Think Drifting is Boring? Watch This!

4wd INDY CAR

REMEMBER THIS ?
Sorry , couldn’t get the image to load . It was a photo of Andy Granatelli’s turbine engine indy car . Some folks didn’t know that the car was 4WD.

I disagree, but you may be right.

To me, simplicity + low cost = a field of cars.

And the reverse is also true.

I read recently that the current generation prefers their freakin’ phones to cars, period, so…we are appealing to them at our (actually your) expense?!

I also read an article featuring “The Snake” Prudhomme and his take was that drag racing has levelled off as well as all other forms of racing as a “niche sport”.

You can see the same trend in everything from slot cars to go carts.

Today’s youth ain’t the “Route 66” generation, and that is simply…that, IMO.

Rather than pander, let’s polish our own deal and they can come, or not.

[QUOTE=scottgarrity07;154401]I know we’re drifting off topic here (pun intended) but using the Circle Track model of using a stock port injected ecu motor to CUT costs of Super Late racing while modernizing it could lure a younger crowd back to our sport while making it healthier.

Here’s the concept: Maintain the chassis rules, ditch the ABC bodies and require ANY Stock body no older than 5-10 years modified with any ground effects you like, but no chopping down. Find a way for one manufacturer to develop an ECU that eliminates the techman’s headache of traction control (like F1 did). Then allow any engine configuration, granted that it chassis dynos at no more than say 600 hp and is stock based.
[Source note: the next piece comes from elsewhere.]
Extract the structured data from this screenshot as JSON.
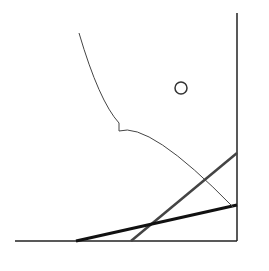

It would allow innovation without an unfair advantage. Consider it a Modernized Outlaw Super Late. Puts the Stock back in Stock Car racing too. A pipe dream? Maybe, but if we continue to ignore progress we will become dinosaurs left behind. The modern Super Late Model motor has become this super expensive piece that is made more and more fragile (lighter internals and tighter clearances) to achieve more power. Expensive and Fragile is a bad combination. Cap the HP at a certain # and letting people get there how they see fit would save a ton of $. I wish someone like NASCAR (who would have the power to implement this) would jumpstart a project like this. Problem is Brian France cares more about counting and maintaining his family’s billions and NASCAR gave up on being the caretaker of weekly short track racing when his father died. One can dream tho…[/QUOTE]
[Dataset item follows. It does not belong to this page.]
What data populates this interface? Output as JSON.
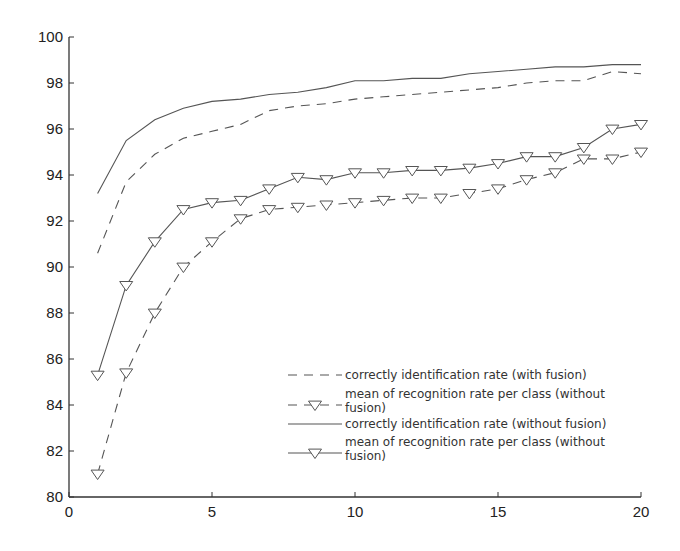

Excellent idea. I like the idea of any engine configuration. It would be interesting to open the racing up to front drive, rear drive, and even all wheel drive. NASCAR is busy positioning themselves for the death of racing by building new facilities that are football friendly, so i wouldn’t look to them for any help at all.
Say…don’t you own a Pro Late? Take that body off, put on an import or small domestic body, throw in a computerized injected engine combination ( i’d recommend a turbo 4 or V-6, let’s see how it compares to a current V-8 ) and let’s get this show on the road. It’s going to take one person to be a groundbreaker.

“Say [Scott]…don’t you own a Pro Late? Take that body off, put on an import or small domestic body, throw in a computerized injected engine combination ( i’d recommend a turbo 4 or V-6, let’s see how it compares to a current V-8 ) and let’s get this show on the road. It’s going to take one person to be a groundbreaker.”–Matt

Or drop the car off the jack on your favorite personal body part. :anim_pound:

Faster and cheaper.

(no offense intended, Mr Albee)

Scott, I really like your idea about the injected LS motor in Super Lates. I even like that CT525 GM crate for them. I would probably get another Super if they did something like that, but the current engine rules are just way too costly for the average racer.

Hey Joe, I wish that was my idea! It was originally done in that circle track article with Dalton Zehr. The car ran competitive with the Super Lates at NSS. My friends at Marsh Racing will be fielding a K & N car for Dalton at NSS on 2/15. I’ll ask him what happened to the car. I do know that the 525 crate is being used in the Nesmith Dirt Late Model Series. They come to East Bay for a week soon too.

And Matt, I have a Sportsman but if I put the import motor and body on it then I’d probably end up like a drifter. Racing against no one! Probably be only legal for drifting too! Nah, I’m just gonna buy me a trusty new crate and run Desoto and New Smyrna this year. My last crate lasted 5 yrs until it gave me trouble. A lot of bang for the $3200 bucks!